This post isn’t about how the French people thrive in the art of being on strike, not that we couldn’t write an interesting story about it, but this thing is like an old song playing in a loop.
Why Chaos? Because Chaos is beautiful, it’s a free form without boundaries. It’s ambition with no horizon. It’s velocity with a lack of structure. It’s taking risks knowing the odds are against you. It’s that pinch of salt, that intuition, that optimism in the worst moments.
This post isn’t bound to be structured, I’ve tried to for the past hour, but I can’t find its rhythm, its tone, the right words, with a chain of thoughts that flows. Maybe because it’s about Chaos.
Why Chaos? Not just because the world has been embracing it those days, nor because I feel bad about lagging behind with too many tasks and emails over the past two weeks, nor because the fact that I feel like the relationship between founders and investors is more and more losing its high touch that seemed to have made Venture Capital so special in the past.
This post is about too much chaos and too little chaos.
Bring Chaos In Action.
Sometimes I meet with entrepreneurs who have set a culture, rules, and first principles that are just too impressive, to the point where it defines how every single person in the company should be working, including their agenda and their behavior in every possible situation. Chaos is almost absent. Those entrepreneurs justify that level of mastery, which often comes with extreme transparency, by having set rules to deal with uncertainty, novelty, and the unknown, which to me doesn’t sound like it. I wish they would bring more chaos into the organization, space for excess, free-form, stupid moves, crazy ideas, and even rebellion. Why not…
How could you fail epically and splendidly if you fail through a framework perfectly set by the organization, for instance? It’s like you’ve been allowed to swim right beyond the limit but not too far cause the world stops after that line. Companies are set like the Truman Show.
It’s like having a recruiting process that leaves no room for intuition, for actually breaking the process sometimes, for giving a candidate a try because they might just bring something new that we actually need. And yes, they didn’t fit perfectly into our fucking matrix, but hey, what if they could expand the matrix? What if they could amend our culture a bit? Wouldn’t we evolve through more diversity, whether we like their style or not?
Give chaos a chance. It might just expand your horizon and save you from how you see and operate the world.
Obviously, this doesn’t apply if chaos is your default mode. In this particular case, I would just invite you to gain more discipline, consistency, and awareness on top of first principles, work ethic, and a bunch of rules.
Kill Chaos In Your Mind.
Chaos can be really amazing in action. It’s creative, risky, tempting, and opening new doors. It reveals new perspectives. It sometimes unlocks things even.
But don’t be blind by it. Chaos is also the worst thing that can happen to your mind. The worst thing for an entrepreneur is their inability to express clearly their thinking, to draw a vision that connects with the present, to bridge the genius with the obvious…
Sorry, talking about Chaos, I received a text this afternoon from Alexis (BeReal Founder) to catch up in person later today… This Sunday post is therefore coming late as I stopped my Sunday routine to grab dinner with him. Couldn’t be more real. We went to an all-you-can-eat restaurant close to my place.
Back to it… Oh wait, it’s 10.15 pm, and I’ve got a bunch of emails to sort out as well. Not sure there is much to add to this post today except maybe to insist on the critical importance of thinking straight, arranging your thoughts in order, and talking intelligibly about your company and your product.
Even though Friedrich Nietzsche said that one must still have chaos in oneself to be able to give birth to a dancing star, you can’t allow chaos in action with chaos in mind. Or at least pick one or the other, not both.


TASK DESCRIPTION »
Leave out the pictures and transcribe the rest of the records exactly.

MATERIALS PROVIDED »

#####

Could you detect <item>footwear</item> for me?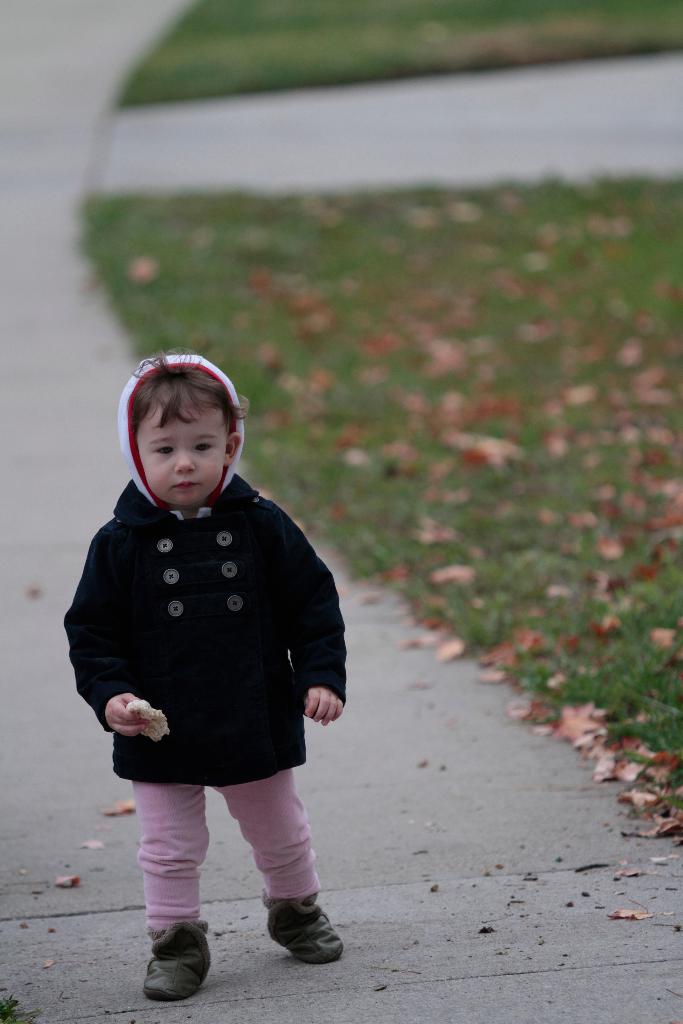
Detection result: locate(138, 916, 220, 995).
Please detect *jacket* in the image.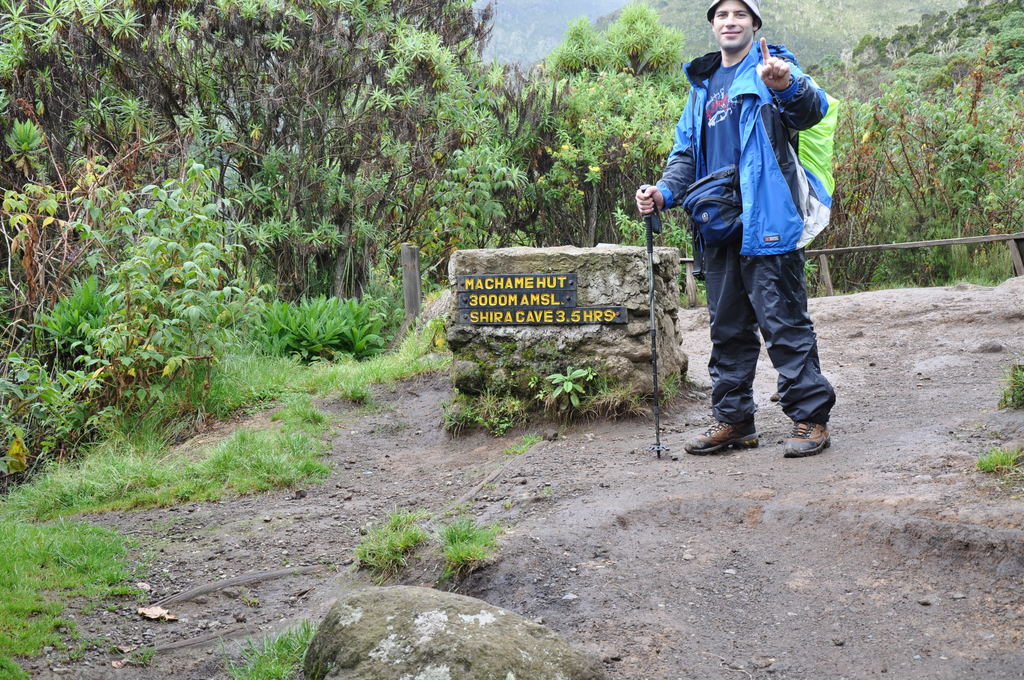
650,38,832,255.
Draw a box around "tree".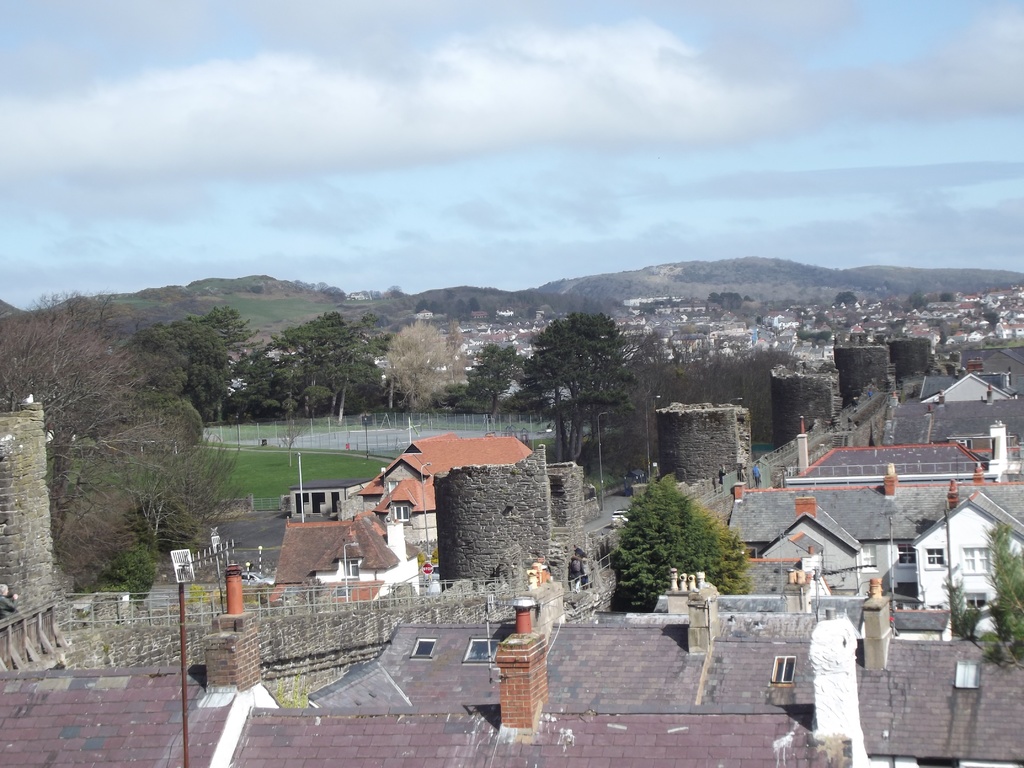
detection(605, 473, 750, 608).
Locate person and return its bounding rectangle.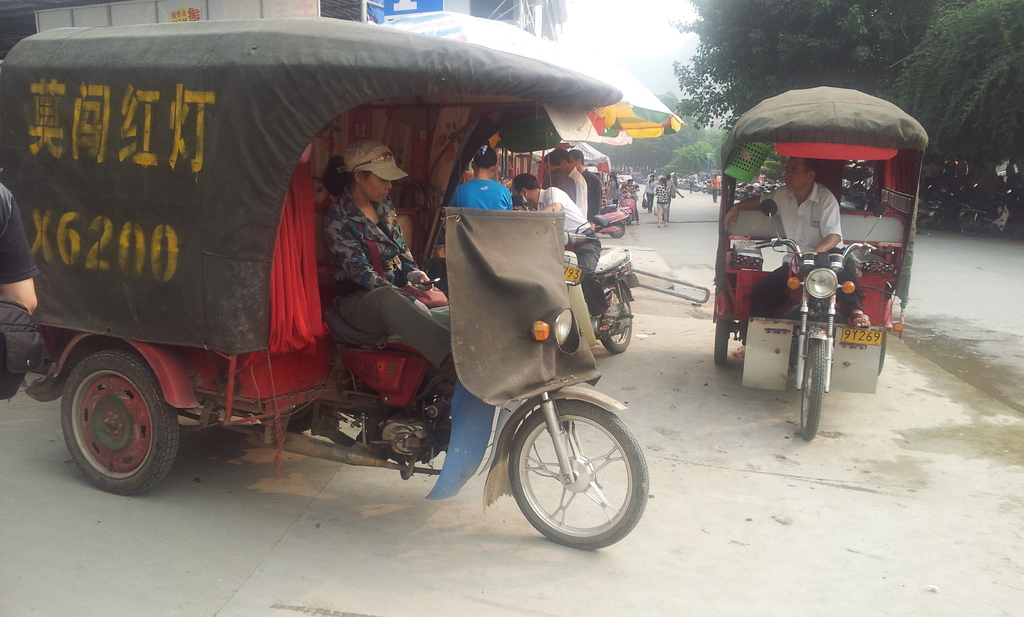
(x1=0, y1=182, x2=35, y2=314).
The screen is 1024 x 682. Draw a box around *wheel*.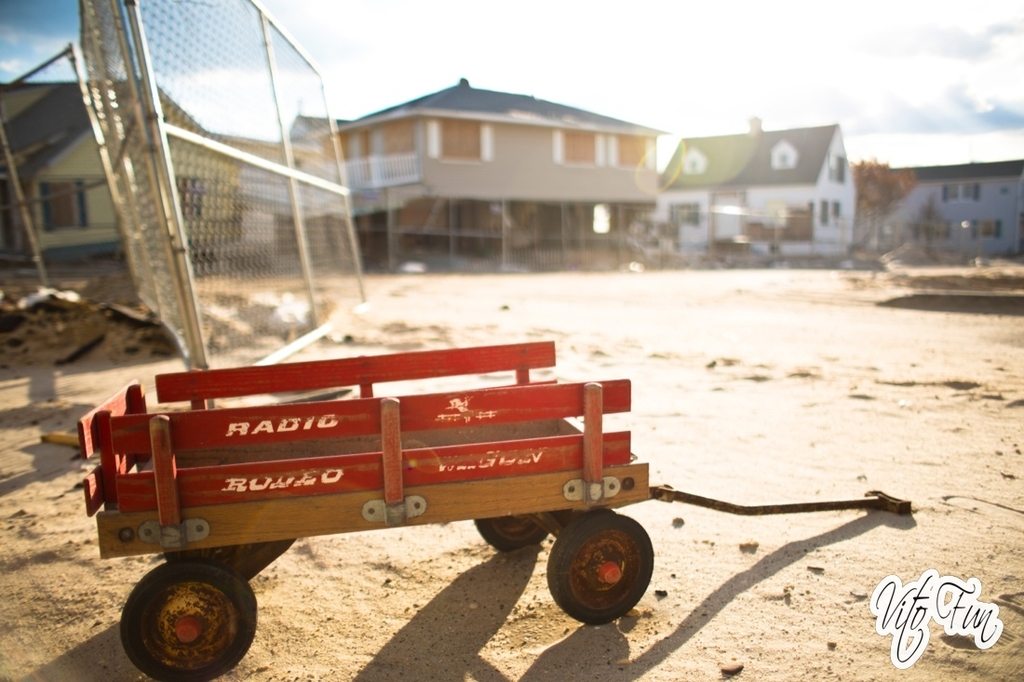
rect(472, 512, 553, 550).
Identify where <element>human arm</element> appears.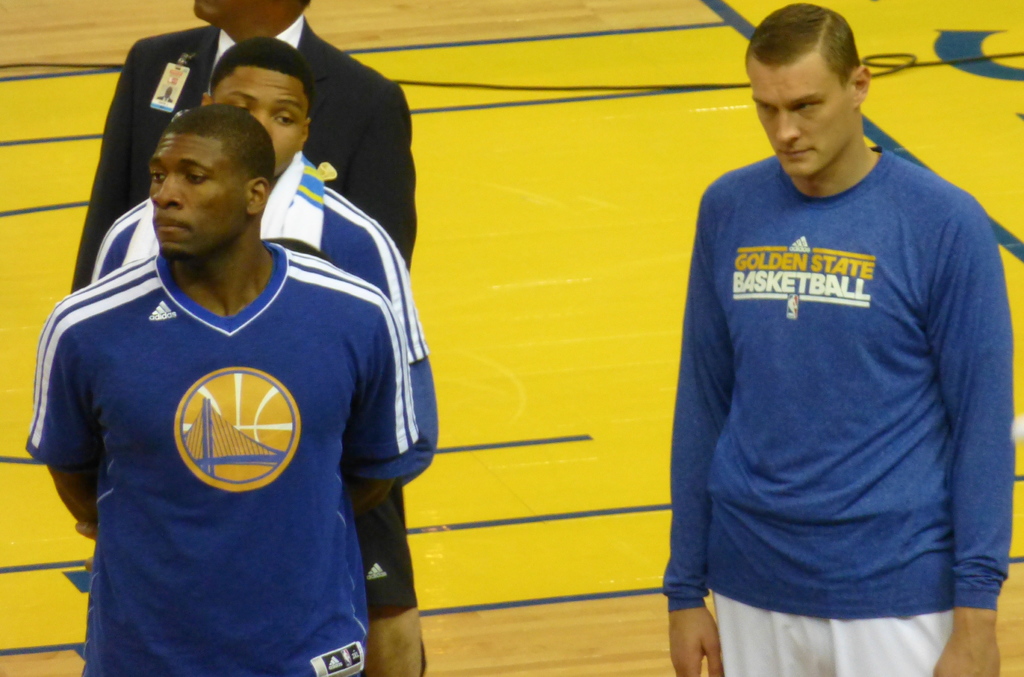
Appears at rect(61, 24, 163, 306).
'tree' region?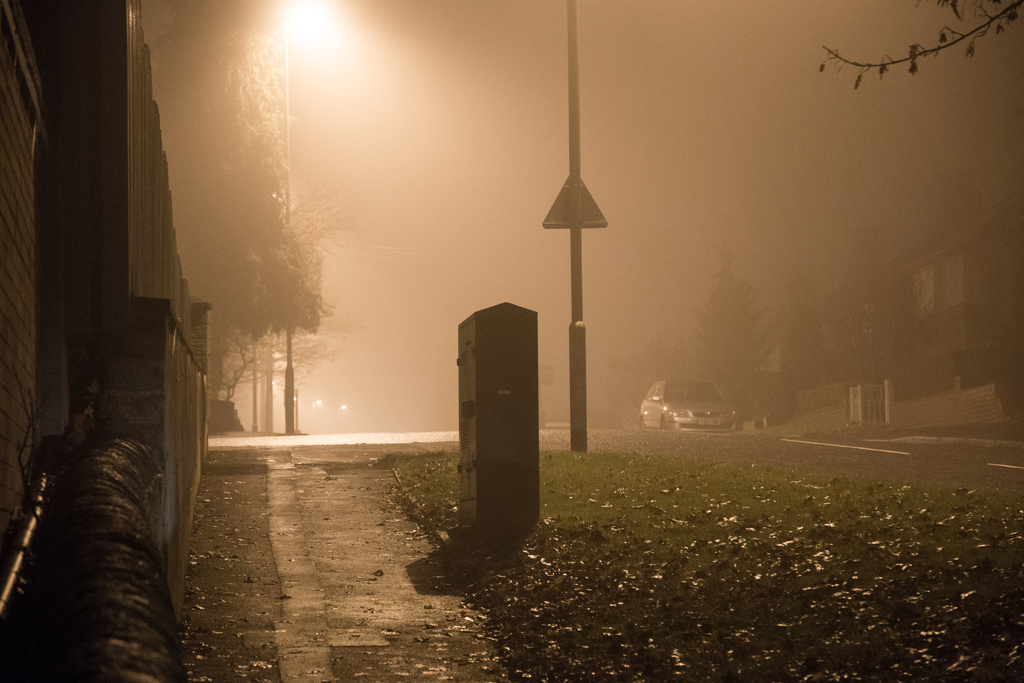
crop(686, 259, 781, 402)
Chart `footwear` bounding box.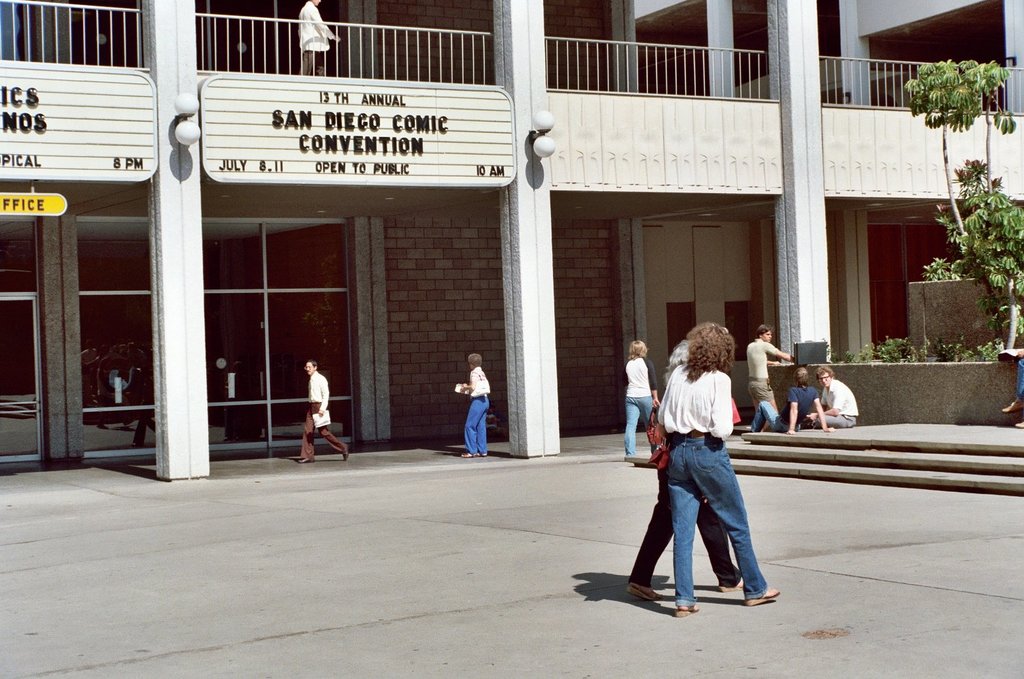
Charted: region(459, 449, 480, 458).
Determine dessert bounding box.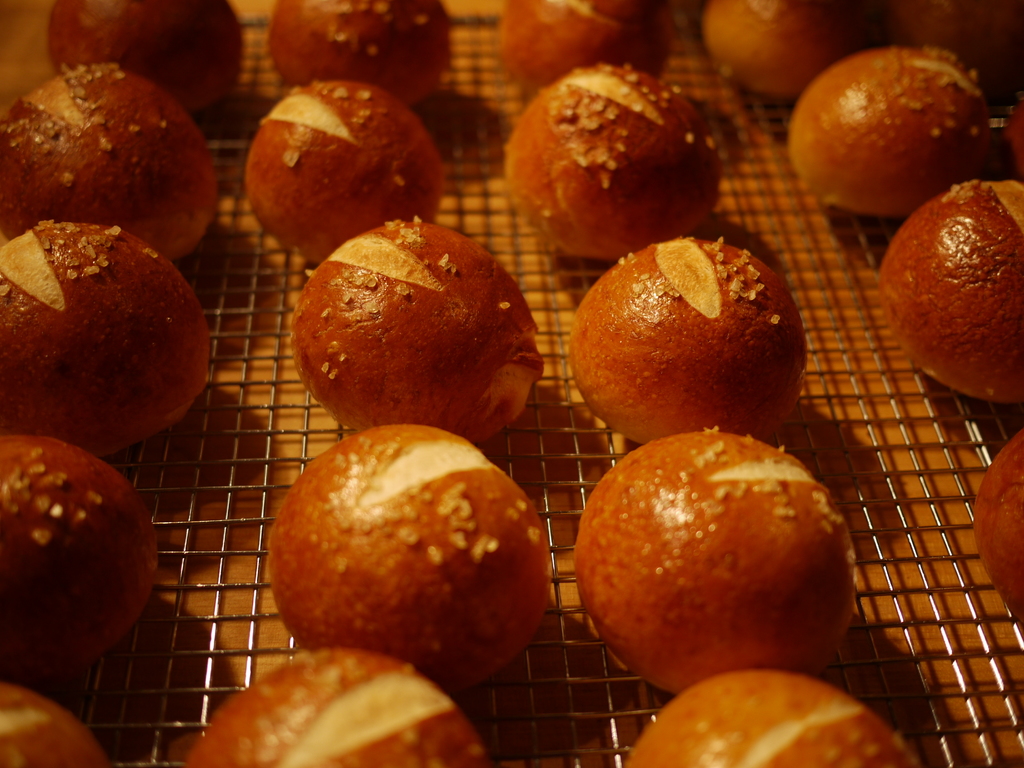
Determined: 886/191/1023/401.
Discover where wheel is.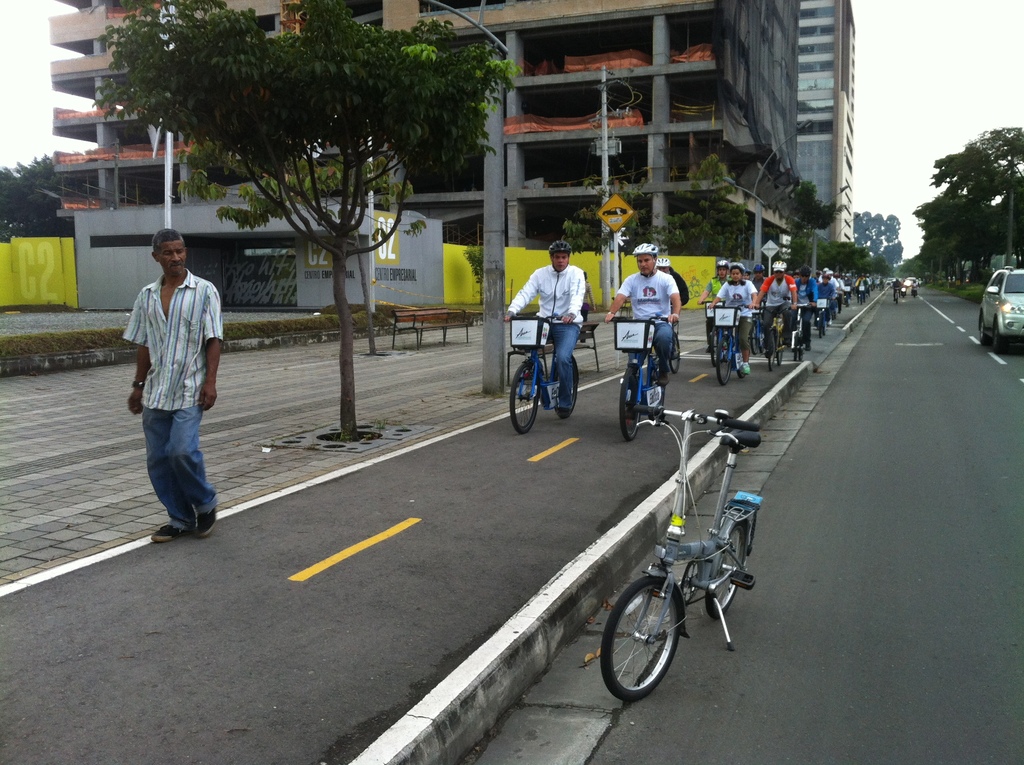
Discovered at <bbox>757, 316, 767, 347</bbox>.
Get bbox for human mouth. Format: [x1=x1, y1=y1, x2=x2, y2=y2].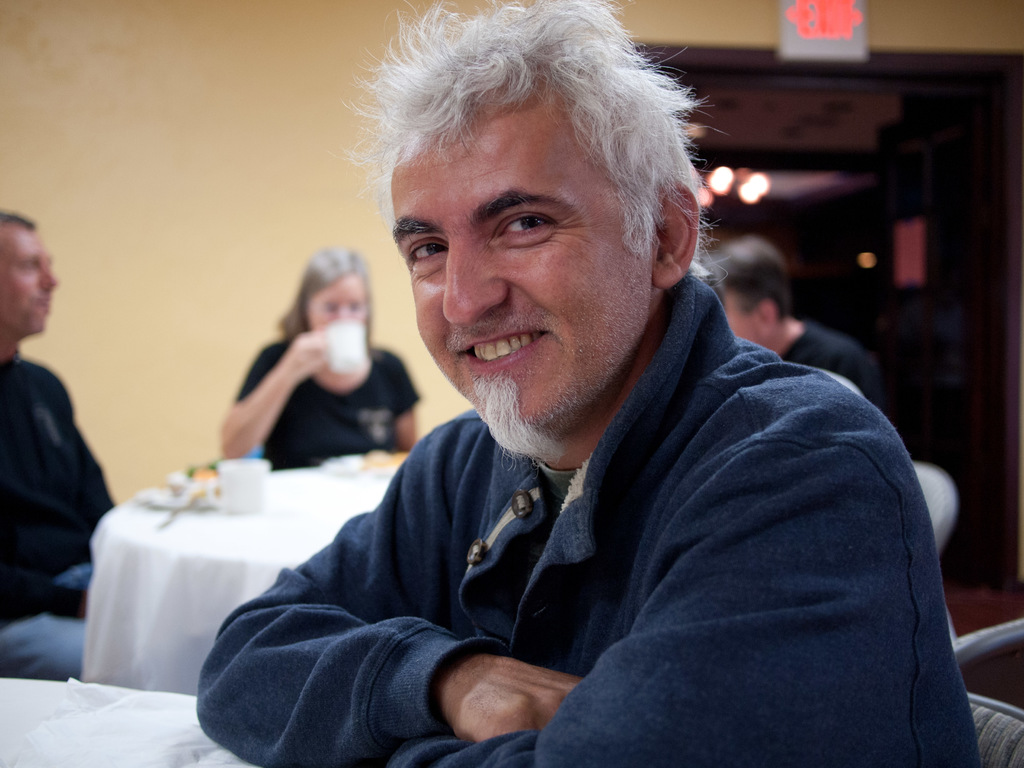
[x1=460, y1=324, x2=550, y2=374].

#####

REPLY TO THE EXERCISE »
Could you detect <item>footwear</item> for me?
Detection result: locate(138, 916, 220, 995).
Please detect *jacket* in the image.
650,38,832,255.
Draw a box around "tree".
detection(605, 473, 750, 608).
Locate person and return its bounding rectangle.
(x1=0, y1=182, x2=35, y2=314).
The screen is 1024 x 682. Draw a box around *wheel*.
rect(472, 512, 553, 550).
Identify where <element>human arm</element> appears.
Appears at rect(61, 24, 163, 306).
'tree' region?
crop(686, 259, 781, 402)
Chart `footwear` bounding box.
Charted: region(459, 449, 480, 458).
Determine dessert bounding box.
Determined: 886/191/1023/401.
Discover where wheel is.
Discovered at <bbox>757, 316, 767, 347</bbox>.
Get bbox for human mouth. Format: [x1=x1, y1=y1, x2=x2, y2=y2].
[x1=460, y1=324, x2=550, y2=374].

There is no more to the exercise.